Obviously emotions were still running high and I was aware that we were in shaky territory, but Pete then proceeded to punches down a shelf with his bare fist.
“ That’s how it feels. Hurts.”
The Libertines themselves had at this stage become a seemingly never-ending soap opera played out daily in the pages of the gutter press. As a magazine we wanted to avoid being sensationalist about drug use and concentrate on the music, but of course the subject was naturally unavoidable altogether.
“The tabloids are so fucking annoying, man. They always get it wrong. They say I spend a grand a day on heroin. As if anyone could ever spend a thousand pounds on heroin!”

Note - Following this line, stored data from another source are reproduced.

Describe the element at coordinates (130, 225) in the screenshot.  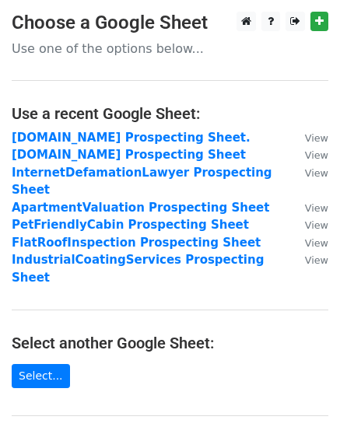
I see `strong: PetFriendlyCabin Prospecting Sheet` at that location.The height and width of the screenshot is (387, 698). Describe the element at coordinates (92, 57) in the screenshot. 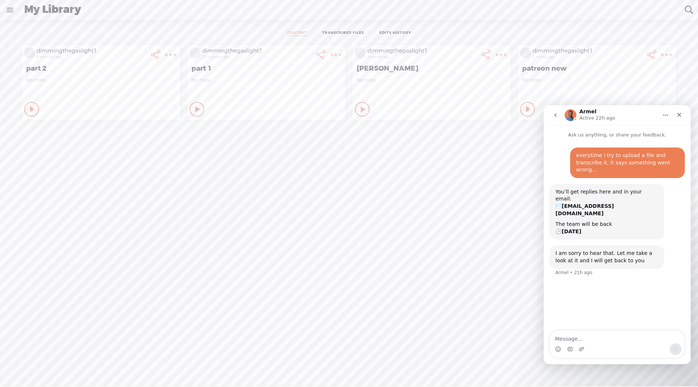

I see `div: 8 minutes ago` at that location.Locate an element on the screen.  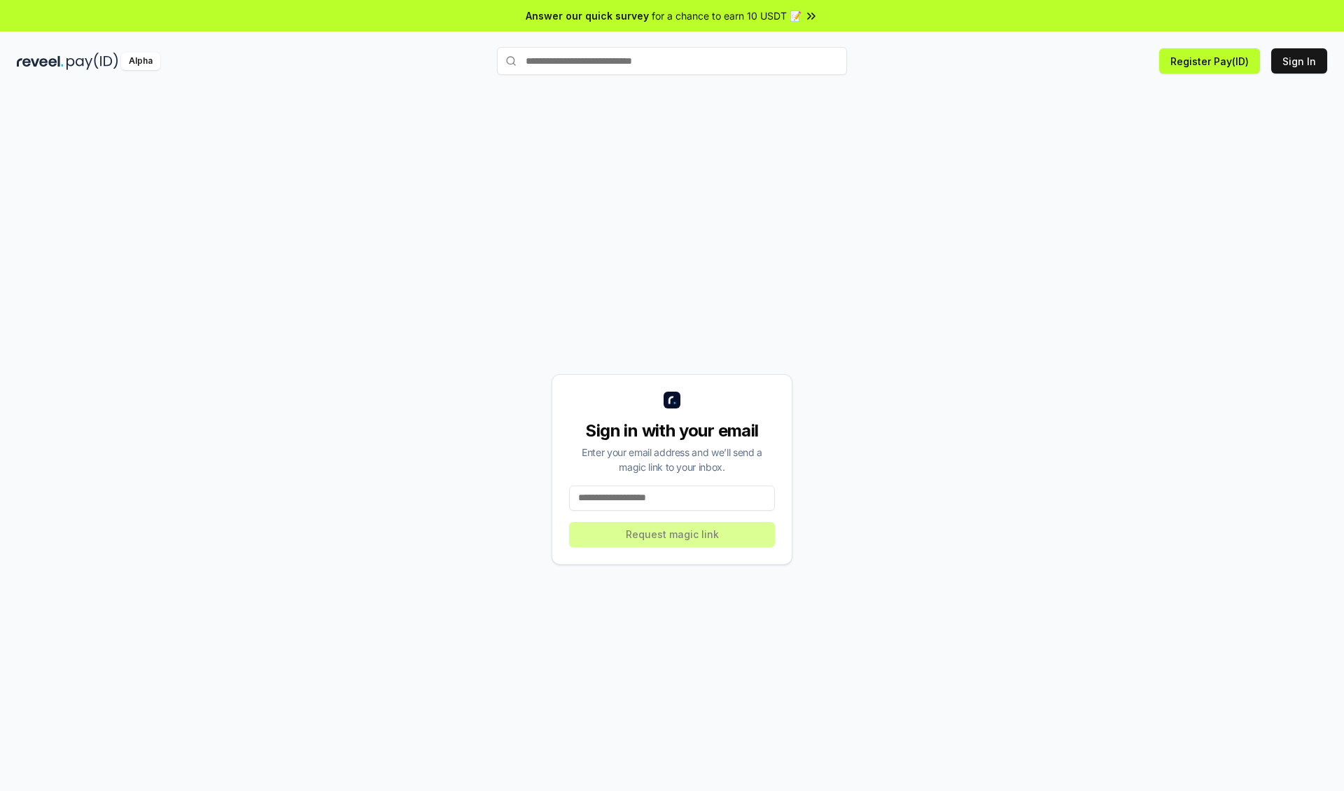
img: reveel_dark is located at coordinates (40, 61).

Are you saying you’re being misquoted?
“No. They’re just making things up. Yeah, I’ve rung them. A couple of people knocked on my door. I invited them in, made them a cup of tea and we had a chat. Foolish me, thinking that they’d love to talk about Babyshambles, which is what I’m dying to talk to people about. Then they never mention Babyshambles, they just talk complete shite.”
This assumption that the dailies would actually want to write about his unreleased music seemed rather naïve of Pete. Of course, the journalistic instinct in me wanted to pursue this line of questioning, but the overwhelming feeling was that it was perhaps wiser to lighten the mood and call it a night.
So then, would does the future hold for Pete Doherty?
“I want to get a dragon tattooed on my chest and I was going to get a girl’s name on my arm. But I don’t want to say any names right now.”
And for Babyshambles?
“A right fucking shambles. But there’ll be love and devotion and I’m sure there’ll be tragedy. But ultimately there’ll be melody… and revelry… and Arcadian bliss.”